With regard to the difficulties offered by certain particulars, we are certainly not of opinion that they are at once to be disposed of; on the contrary, we have done our best to solve them. But even granting that neither the explanations which we or others have offered should be found sufficient to obviate all objections, does it follow that the sinlessness of Christ must be given up, or even regarded as utterly problematic? By no means. For the sinless perfection of our Lord is no individual view or sectarian tenet, no hobby of this or that theologian, but the firm persuasion of all Christendom in every age,—a persuasion arising from the overpowering impression produced by His whole life and character. A persuasion of so universal a kind, and one 158confirmed by its effects, will not be given up, like some doubtful hypothesis, because difficulties are encountered in certain obscure passages, which it is not easy to solve, or whose solution by others is not deemed satisfactory. In a phenomenon of such unfathomable depth, of such immeasurable greatness, as the personality of Jesus Christ, there must necessarily be, from the very nature of the case, points which will ever be enigmatical. Divine truth could not be such if it were in all respects on a level with our understandings, and presented no paradoxes to our minds. In the case of such phenomena in general, we must, first of all, abide by the unquestionable impression produced by the whole, and thence endeavour to appreciate and understand particulars. In the case of Scripture especially, we must not make what is obscure the standard of what is more clear, but, on the contrary, must determine the meaning of the less comprehensible by that which is plainer. If these rules are granted, their result in the present case is obvious. The testimony of Scripture to the sinlessness of Christ is as clear as noon-day, while the purport and references of those passages which might excite a doubt of it, are by no means so transparent as to justify us in taking them as our criterion in deciding on the moral character of Jesus.

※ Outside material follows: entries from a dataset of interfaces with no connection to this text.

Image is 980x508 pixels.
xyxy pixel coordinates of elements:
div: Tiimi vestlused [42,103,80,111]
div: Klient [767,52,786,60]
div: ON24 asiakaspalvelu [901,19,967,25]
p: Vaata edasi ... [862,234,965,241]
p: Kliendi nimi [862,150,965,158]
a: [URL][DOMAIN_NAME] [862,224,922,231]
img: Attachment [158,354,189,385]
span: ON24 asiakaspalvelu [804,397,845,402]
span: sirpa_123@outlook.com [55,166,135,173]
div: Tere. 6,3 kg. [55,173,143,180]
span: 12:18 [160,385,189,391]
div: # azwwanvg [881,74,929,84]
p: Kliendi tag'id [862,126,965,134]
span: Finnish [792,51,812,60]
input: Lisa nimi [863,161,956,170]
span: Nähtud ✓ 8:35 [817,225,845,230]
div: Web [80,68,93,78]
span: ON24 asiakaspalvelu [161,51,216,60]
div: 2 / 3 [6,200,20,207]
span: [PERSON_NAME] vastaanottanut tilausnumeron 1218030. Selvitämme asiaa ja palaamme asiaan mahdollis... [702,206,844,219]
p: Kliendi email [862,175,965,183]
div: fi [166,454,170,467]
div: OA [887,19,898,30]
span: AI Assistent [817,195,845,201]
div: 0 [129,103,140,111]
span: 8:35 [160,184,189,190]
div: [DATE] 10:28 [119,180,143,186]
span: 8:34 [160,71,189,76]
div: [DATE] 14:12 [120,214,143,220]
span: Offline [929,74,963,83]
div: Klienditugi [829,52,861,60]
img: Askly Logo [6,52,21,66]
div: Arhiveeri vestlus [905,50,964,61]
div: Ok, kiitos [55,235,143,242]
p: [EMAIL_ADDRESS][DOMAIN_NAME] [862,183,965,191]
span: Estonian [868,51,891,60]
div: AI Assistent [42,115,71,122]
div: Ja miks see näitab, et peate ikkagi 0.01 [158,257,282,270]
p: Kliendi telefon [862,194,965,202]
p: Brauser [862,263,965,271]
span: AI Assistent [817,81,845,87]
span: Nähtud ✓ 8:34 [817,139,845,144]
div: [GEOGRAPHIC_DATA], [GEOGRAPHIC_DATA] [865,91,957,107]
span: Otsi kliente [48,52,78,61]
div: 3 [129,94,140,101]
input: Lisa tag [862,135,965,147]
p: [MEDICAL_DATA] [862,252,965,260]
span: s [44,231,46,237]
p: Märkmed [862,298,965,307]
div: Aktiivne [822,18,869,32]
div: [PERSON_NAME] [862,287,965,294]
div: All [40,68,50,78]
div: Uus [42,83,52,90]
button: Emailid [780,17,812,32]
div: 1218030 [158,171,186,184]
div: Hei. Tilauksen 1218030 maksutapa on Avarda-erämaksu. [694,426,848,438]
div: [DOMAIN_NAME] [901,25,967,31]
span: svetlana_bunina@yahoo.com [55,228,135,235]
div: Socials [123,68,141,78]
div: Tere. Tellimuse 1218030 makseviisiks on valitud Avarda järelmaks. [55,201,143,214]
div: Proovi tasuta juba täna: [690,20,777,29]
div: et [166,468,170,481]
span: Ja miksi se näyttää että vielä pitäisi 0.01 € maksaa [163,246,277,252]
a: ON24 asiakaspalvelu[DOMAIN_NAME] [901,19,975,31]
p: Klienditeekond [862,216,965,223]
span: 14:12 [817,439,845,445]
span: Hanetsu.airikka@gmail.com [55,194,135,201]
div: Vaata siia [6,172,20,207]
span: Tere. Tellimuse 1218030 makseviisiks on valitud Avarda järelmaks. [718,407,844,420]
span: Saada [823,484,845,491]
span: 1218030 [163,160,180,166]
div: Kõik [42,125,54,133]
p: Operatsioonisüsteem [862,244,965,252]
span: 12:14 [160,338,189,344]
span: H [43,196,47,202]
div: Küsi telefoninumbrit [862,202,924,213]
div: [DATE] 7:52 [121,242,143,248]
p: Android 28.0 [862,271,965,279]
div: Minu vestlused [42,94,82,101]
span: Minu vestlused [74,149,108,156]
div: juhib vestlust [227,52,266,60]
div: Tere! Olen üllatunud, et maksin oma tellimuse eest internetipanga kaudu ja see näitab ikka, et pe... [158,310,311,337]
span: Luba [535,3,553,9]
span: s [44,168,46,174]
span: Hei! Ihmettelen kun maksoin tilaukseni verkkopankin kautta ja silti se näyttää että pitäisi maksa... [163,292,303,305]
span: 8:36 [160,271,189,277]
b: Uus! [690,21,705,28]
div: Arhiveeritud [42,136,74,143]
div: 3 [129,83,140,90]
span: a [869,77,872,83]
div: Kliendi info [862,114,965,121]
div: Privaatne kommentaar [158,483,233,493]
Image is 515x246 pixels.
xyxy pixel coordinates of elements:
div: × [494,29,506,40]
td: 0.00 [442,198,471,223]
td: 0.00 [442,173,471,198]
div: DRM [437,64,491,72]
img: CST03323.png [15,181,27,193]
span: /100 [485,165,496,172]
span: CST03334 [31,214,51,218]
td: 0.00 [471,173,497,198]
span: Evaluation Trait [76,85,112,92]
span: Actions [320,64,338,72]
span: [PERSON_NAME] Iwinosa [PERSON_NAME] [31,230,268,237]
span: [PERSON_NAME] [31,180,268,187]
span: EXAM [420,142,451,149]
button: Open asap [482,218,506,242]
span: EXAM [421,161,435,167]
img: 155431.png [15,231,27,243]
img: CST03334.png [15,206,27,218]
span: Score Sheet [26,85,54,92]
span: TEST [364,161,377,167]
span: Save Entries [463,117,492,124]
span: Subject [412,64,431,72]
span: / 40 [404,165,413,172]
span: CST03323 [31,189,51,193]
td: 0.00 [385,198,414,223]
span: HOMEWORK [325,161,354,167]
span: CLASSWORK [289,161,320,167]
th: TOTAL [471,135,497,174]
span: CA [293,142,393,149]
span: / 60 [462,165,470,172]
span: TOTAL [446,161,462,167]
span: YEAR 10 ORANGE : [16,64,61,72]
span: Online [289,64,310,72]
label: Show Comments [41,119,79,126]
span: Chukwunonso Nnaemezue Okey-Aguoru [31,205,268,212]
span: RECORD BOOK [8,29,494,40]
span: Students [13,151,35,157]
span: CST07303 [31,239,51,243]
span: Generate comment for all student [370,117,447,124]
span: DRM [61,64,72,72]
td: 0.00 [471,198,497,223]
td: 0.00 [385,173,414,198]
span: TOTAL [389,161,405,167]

Our opponent repeatedly insists upon the axiom,211211   E.g. p. 255, and often, besides, in individual instances. that the conduct of Jesus is to be estimated only according to ordinary moral standards, and not according to some superhuman. code. This he applies to certain expressions and requirements of Christ, especially to His address to His mother, on the occasion of His first miracle, His saying to the Canaanitish woman, and His command to the disciple, who desired first to bury his father,212212   John ii. 4; Matt. xv. 22-28; Luke ix. 59, 60. See in Pécaut, pp. 257, 259, and elsewhere.—which he finds unnecessarily harsh 159and severe. Our reply is as follows:—If this axiom is to be so understood as to include those moral principles which were first introduced into the world by Christianity, it is not in itself incorrect. It becomes so, however, if these principles are excluded, and only an abstract general morality left. And this is the manner in which Pécaut holds it. He everywhere ignores that mission of Jesus which can never for a moment be separated from His Person. In all these cases, indeed, the Lord Jesus spoke and acted, not as some chance individual usurping undue authority, but as one undoubtedly certain of being the Founder and Head of the kingdom of God. What He said or did in this sense, always bore the distinct impress of a regard both to the stage of development which this kingdom had at the time reached, and to the special spiritual necessities of the individuals in question, whose faith might need to be encouraged, to be tested, or to be guarded against relapse, by means more or less vigorous, nay, even sharp;—not that such a regard could indeed alter the general principles of morality in His case, though it might give to their application that form which the nature of the kingdom of God demanded. Now the fundamental law of this kingdom is self-denial and self-renunciation,—its chief requirement, that it should be regarded as the supreme good, with which none other can stand in competition. To such a standard, and to such a standard only, did the Lord Jesus conform His demands, and by it was a sharper line of action prescribed to Him, with all His gentleness, in certain cases, than would have been becoming to an individual in a more ordinary position.